An inkstand of blue marble has been carven:
no young girl’s wrist is more discreetly veined.
An office boy misplaced and slack intrudes,
apologizes speaking without commas
“Oh sorry sirs I thought” which signifies
what wellmeant wimbly wambly stuff it is
we seem to be made of. Beyond the room,
a gander sun’s pure rhetoric ferments
imbroglios—zut!—of bloom. The stone is so.
The pair confers in murmurings, with words
select and Sunday-soft. No more is known,
but rumor goes that as they hatched the deal,
vistas of lilac weighted their shrewd lids.
SUNFLOWER
Sunflower, of flowers
the most lonely,
yardstick of hours,
long-term stander
in empty spaces,
shunner of bowers,
indolent bender
seldom, in only
the sharpest of showers:
tell us, why
is it your face is
a snarl of jet swirls
and gold arrows, a burning
old lion face high
in a cornflower sky,
yet by turning
your head, we find
you wear a girl’s
bonnet behind?
THE STORY OF MY LIFE
Fernando Valenti, enthusiast, Yale graduate, and himself represented by numerous recordings of Scarlatti.
—The Saturday Review
Enthused I went to Yale, enthused
I graduated. Still infused
with this enthusiasm when
Scarlatti called, I answered enthusiastically, and thus
I made recordings numerous,
so numerous that I am classed,
quite simply, as “enthusiast.”
THE NEWLYWEDS
After a one-day honeymoon, the Fishers rushed off to a soft drink bottlers’ convention, then on to a ball game, a TV rehearsal and a movie preview.
—Life
“We’re married,” said Eddie.
Said Debbie, “Incredi-
ble!

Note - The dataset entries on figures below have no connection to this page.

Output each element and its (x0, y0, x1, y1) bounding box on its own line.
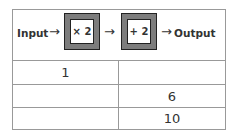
table-row: 1 (13, 61, 225, 85)
arrow-icon: → (49, 24, 60, 39)
output-label: Output (174, 27, 215, 39)
input-cell (13, 85, 119, 107)
input-cell (13, 108, 119, 129)
operation-box-add: + 2 (121, 13, 157, 50)
function-machine-header: Input → × 2 → + 2 → Output (13, 10, 225, 61)
arrow-icon: → (161, 24, 172, 39)
operation-label: × 2 (70, 19, 94, 44)
function-machine-table: Input → × 2 → + 2 → Output 1 6 10 (12, 9, 226, 130)
table-row: 6 (13, 85, 225, 108)
operation-box-multiply: × 2 (64, 13, 100, 50)
operation-label: + 2 (127, 19, 151, 44)
output-cell: 10 (119, 108, 225, 129)
output-cell (119, 61, 225, 84)
table-row: 10 (13, 108, 225, 129)
arrow-icon: → (104, 24, 115, 39)
input-cell: 1 (13, 61, 119, 84)
input-label: Input (17, 27, 48, 39)
output-cell: 6 (119, 85, 225, 107)
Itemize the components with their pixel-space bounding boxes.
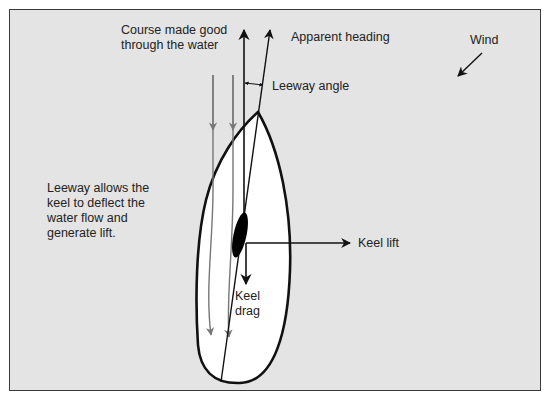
leeway-note-line-3: water flow and	[47, 211, 149, 226]
leeway-note-line-4: generate lift.	[47, 226, 149, 241]
leeway-angle-indicator	[245, 83, 263, 85]
wind-label: Wind	[470, 33, 498, 48]
keel-drag-line-2: drag	[235, 304, 260, 319]
leeway-note: Leeway allows the keel to deflect the wa…	[47, 181, 149, 241]
course-made-good-label: Course made good through the water	[121, 23, 227, 53]
leeway-note-line-2: keel to deflect the	[47, 196, 149, 211]
course-label-line-2: through the water	[121, 38, 227, 53]
keel-drag-line-1: Keel	[235, 289, 260, 304]
keel-lift-label: Keel lift	[358, 236, 399, 251]
keel-drag-label: Keel drag	[235, 289, 260, 319]
apparent-heading-label: Apparent heading	[291, 30, 390, 45]
wind-arrow	[458, 53, 482, 76]
leeway-angle-label: Leeway angle	[272, 79, 349, 94]
course-label-line-1: Course made good	[121, 23, 227, 38]
leeway-note-line-1: Leeway allows the	[47, 181, 149, 196]
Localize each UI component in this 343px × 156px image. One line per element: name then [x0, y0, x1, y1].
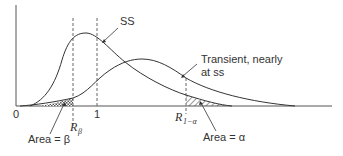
ss-label: SS	[120, 15, 135, 27]
r-beta-subscript: β	[77, 127, 82, 136]
area-beta-leader	[50, 104, 64, 134]
area-beta-label: Area = β	[28, 133, 70, 145]
transient-leader	[183, 64, 197, 76]
tick-one: 1	[94, 108, 100, 120]
r-beta-label: R	[69, 120, 78, 134]
distribution-diagram: SS Transient, nearly at ss 0 1 R β R 1−α…	[0, 0, 343, 156]
transient-label-line2: at ss	[201, 66, 225, 78]
r-alpha-subscript: 1−α	[183, 117, 197, 126]
ss-leader	[104, 28, 118, 41]
transient-label-line1: Transient, nearly	[201, 53, 283, 65]
area-alpha-leader	[201, 103, 216, 131]
tick-zero: 0	[13, 108, 19, 120]
area-alpha-label: Area = α	[203, 131, 246, 143]
r-alpha-label: R	[174, 110, 183, 124]
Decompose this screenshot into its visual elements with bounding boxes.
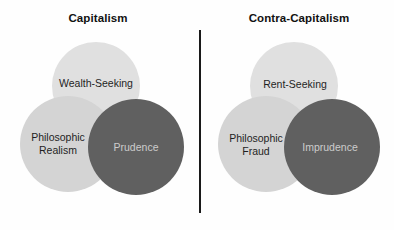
philosophic-fraud-label-line1: Philosophic bbox=[229, 132, 283, 145]
philosophic-fraud-label: Philosophic Fraud bbox=[229, 132, 283, 158]
prudence-label: Prudence bbox=[114, 141, 159, 154]
imprudence-label: Imprudence bbox=[302, 141, 357, 154]
venn-comparison-diagram: Capitalism Wealth-Seeking Philosophic Re… bbox=[0, 0, 394, 230]
contra-capitalism-title: Contra-Capitalism bbox=[249, 12, 350, 24]
divider-line bbox=[199, 30, 201, 213]
philosophic-realism-label-line1: Philosophic bbox=[31, 131, 85, 144]
capitalism-title: Capitalism bbox=[68, 12, 127, 24]
philosophic-realism-label: Philosophic Realism bbox=[31, 131, 85, 157]
wealth-seeking-label: Wealth-Seeking bbox=[59, 77, 133, 90]
philosophic-realism-label-line2: Realism bbox=[31, 144, 85, 157]
rent-seeking-label: Rent-Seeking bbox=[263, 78, 327, 91]
philosophic-fraud-label-line2: Fraud bbox=[229, 145, 283, 158]
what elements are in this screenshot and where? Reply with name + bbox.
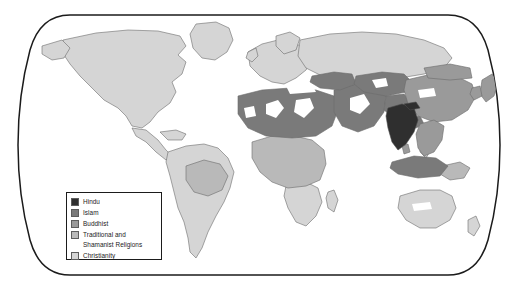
legend-item-hindu[interactable]: Hindu — [71, 197, 161, 208]
legend-swatch-buddhist — [71, 220, 79, 228]
legend-swatch-islam — [71, 209, 79, 217]
legend-swatch-christianity — [71, 252, 79, 260]
legend-item-buddhist[interactable]: Buddhist — [71, 219, 161, 230]
legend-item-christianity[interactable]: Christianity — [71, 251, 161, 262]
legend-item-traditional[interactable]: Traditional and Shamanist Religions — [71, 230, 161, 251]
legend-label-islam: Islam — [83, 208, 99, 218]
legend-item-islam[interactable]: Islam — [71, 208, 161, 219]
map-legend: Hindu Islam Buddhist Traditional and Sha… — [66, 192, 162, 260]
void-sahel — [244, 106, 256, 118]
legend-label-traditional: Traditional and Shamanist Religions — [83, 230, 142, 251]
map-figure: Hindu Islam Buddhist Traditional and Sha… — [0, 0, 518, 289]
legend-label-christianity: Christianity — [83, 251, 115, 261]
legend-label-hindu: Hindu — [83, 197, 100, 207]
legend-label-buddhist: Buddhist — [83, 219, 108, 229]
legend-swatch-hindu — [71, 198, 79, 206]
legend-swatch-traditional — [71, 231, 79, 239]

When is our honey-
moon?” “Over and done,” he
replied. “Feeling logy?
Drink Coke.” “Look at Yogi
go!” Debbie cried. “Groovy!”
“Reh
earsal?” “The movie.”
“Some weddie,” said Debbie.
Said Eddie, “Yeah, mebbe.”
HUMANITIES COURSE
Professor Varder handles Dante
With wry respect; while one can see
It’s all a lie, one must admit
The “beauty” of the “imagery.”
Professor Varder slyly smiles,
Describing Hegel as a “sage”;
But still, the man has value—he
Reflects the “temper” of his “age.”
Montaigne, Tom Paine, St. Augustine:
Although their notions came to naught,
They still are “crucial figures” in
The “pageantry” of “Western thought.”
ENGLISH TRAIN COMPARTMENT
These faces make a chapel where worship comes easy:
Homo enim naturaliter est animal sociale.
The flutter of a Guardian, the riveted image
of Combe-in-Teignhead, faded by decades of eyes,
the sting of smoke, the coughs, the whispering
lend flavor to piety’s honest bone.
Half-sick, we suck our teeth, consult our thumbs,
through brown-stained glass confront the barbered hills
and tailored trees of a tame and castrate land.
Sheep elegant enough for any eclogue
browse under Constable clouds. The unnatural
darkness swells, and passengers stir
at the sound of tapping fingernails. Rain,
beginning, hyphenates our racing windows.
And hands and smiles are freed by the benediction.